If you are uninsured or genetic testing is not covered by your insurance, your genetic counselor can help you locate local and national resources.
I’ve Decided to Meet with a Genetic Counselor. How Should I Prepare?
You need to give your genetic counselor as much accurate and detailed information as possible. Your genetic counselor will want to know about:
- Your personal and/or family history of cancer
- Who was diagnosed? Which side of the family?
- What was the diagnosis?
- What was their age at diagnosis?
- Pathology reports
- Death certificates
- Age and cause of death of all family members
- Your ethnic background
- Any Jewish ancestry
Even if you have little or no information about your family history, you can still speak with a genetic counselor.
I Tested Positive for a Hereditary Cancer Syndrome. Now What Do I Do?

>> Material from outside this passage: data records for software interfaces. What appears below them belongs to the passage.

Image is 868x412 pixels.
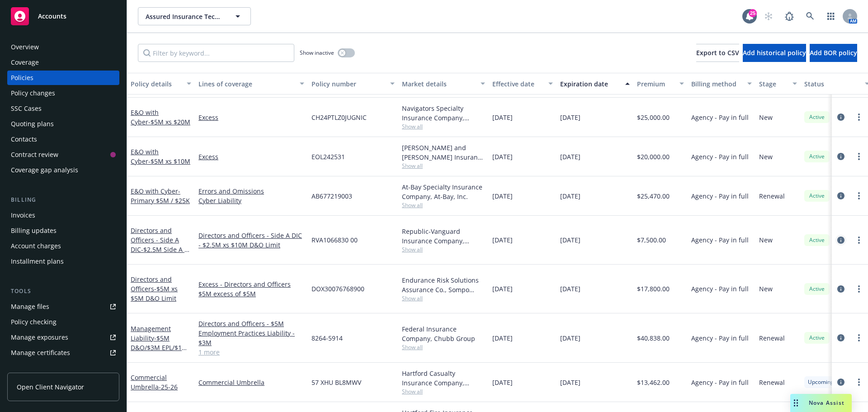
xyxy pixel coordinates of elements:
a: Accounts [7,4,119,29]
span: Show inactive [300,49,334,56]
span: [DATE] [561,112,581,122]
a: Excess [198,152,304,162]
span: New [759,284,772,294]
a: Commercial Umbrella [198,378,304,387]
a: more [854,333,864,343]
div: Drag to move [791,394,801,412]
div: Billing [7,195,119,204]
span: New [759,235,772,245]
a: Excess [198,112,304,122]
div: Premium [637,79,674,89]
div: Hartford Casualty Insurance Company, Hartford Insurance Group [402,368,485,388]
a: E&O with Cyber [130,147,190,165]
span: Show all [402,201,485,209]
span: 8264-5914 [311,334,343,343]
a: SSC Cases [7,102,119,116]
span: $20,000.00 [637,152,670,162]
span: Agency - Pay in full [691,191,749,201]
button: Lines of coverage [195,73,308,95]
span: Agency - Pay in full [691,334,749,343]
div: Manage claims [11,361,56,375]
span: Show all [402,343,485,351]
a: Policy changes [7,86,119,101]
span: Agency - Pay in full [691,112,749,122]
a: circleInformation [835,112,847,123]
div: Effective date [492,79,543,89]
div: Policy details [130,79,182,89]
a: circleInformation [835,333,847,343]
span: $25,470.00 [637,191,670,201]
div: Policy changes [11,86,55,101]
span: Upcoming [808,378,834,386]
a: Manage certificates [7,345,119,360]
span: Agency - Pay in full [691,235,749,245]
div: Coverage gap analysis [11,162,78,177]
button: Add historical policy [743,44,806,62]
a: Billing updates [7,223,119,238]
span: Renewal [759,334,785,343]
span: Show all [402,295,485,302]
a: Account charges [7,239,119,253]
span: - $5M xs $20M [148,118,190,127]
button: Effective date [489,73,557,95]
a: circleInformation [835,377,847,388]
div: Expiration date [561,79,620,89]
a: Excess - Directors and Officers $5M excess of $5M [198,280,304,299]
span: New [759,112,772,122]
span: $13,462.00 [637,378,670,387]
a: 1 more [198,347,304,357]
a: Coverage gap analysis [7,162,119,177]
div: 25 [749,9,757,17]
a: Report a Bug [780,7,798,25]
a: E&O with Cyber [130,187,189,205]
span: Renewal [759,191,785,201]
a: Directors and Officers - $5M [198,319,304,329]
span: Manage exposures [7,330,119,344]
span: [DATE] [561,191,581,201]
div: Market details [402,79,476,89]
span: Active [808,334,826,342]
span: [DATE] [492,152,512,162]
div: Installment plans [11,254,64,269]
a: circleInformation [835,191,847,201]
button: Market details [398,73,489,95]
a: circleInformation [835,235,847,246]
div: Republic-Vanguard Insurance Company, AmTrust Financial Services [402,226,485,246]
button: Export to CSV [696,44,739,62]
a: E&O with Cyber [130,108,190,127]
button: Policy number [308,73,398,95]
a: more [854,377,864,388]
a: Management Liability [130,324,188,362]
a: circleInformation [835,151,847,162]
div: Invoices [11,208,35,222]
a: Policies [7,71,119,85]
a: Policy checking [7,315,119,330]
span: Accounts [38,13,67,20]
span: CH24PTLZ0JUGNIC [311,112,366,122]
span: [DATE] [492,191,512,201]
span: Active [808,236,826,245]
span: Export to CSV [696,48,739,57]
div: Policy number [311,79,385,89]
span: - $2.5M Side A xs $10M D&O Limit [130,246,190,263]
span: Active [808,191,826,200]
div: [PERSON_NAME] and [PERSON_NAME] Insurance Company, [PERSON_NAME] & [PERSON_NAME] ([GEOGRAPHIC_DAT... [402,143,485,162]
a: Errors and Omissions [198,187,304,196]
div: Tools [7,287,119,296]
button: Billing method [687,73,756,95]
a: Directors and Officers - Side A DIC - $2.5M xs $10M D&O Limit [198,231,304,250]
span: New [759,152,772,162]
button: Premium [633,73,687,95]
span: $17,800.00 [637,284,670,294]
div: At-Bay Specialty Insurance Company, At-Bay, Inc. [402,183,485,201]
span: AB677219003 [311,191,352,201]
div: Manage certificates [11,345,71,360]
a: Quoting plans [7,117,119,132]
span: Active [808,113,826,121]
a: Directors and Officers - Side A DIC [130,226,190,263]
div: Billing method [691,79,742,89]
a: Invoices [7,208,119,222]
span: Open Client Navigator [16,382,84,392]
span: Active [808,285,826,293]
span: [DATE] [561,235,581,245]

Your genetic counselor will help you come up with the best surveillance and risk reduction plan based on your risk. You may be referred to a doctor who can advise you about how to prevent the cancer identified, sometimes through surgery to remove the organ that could develop cancer. Be sure to always follow your recommended screening schedule. Cancer is easier to treat when caught early.
Your genetic counselor can help you share your test results and coordinate testing for family members. Your family needs to know about surveillance and risk reduction options. Some family members may not carry the same mutation.
If you have ovarian cancer, you may be wondering if you’ll still be able to have children after treatment. If you’re pre-menopausal, talk with your physician about possible ways to preserve your fertility. You may be referred to a fertility specialist called a reproductive endocrinologist before you begin cancer treatment. Be sure to ask which fertility treatments (if any) your insurance will cover.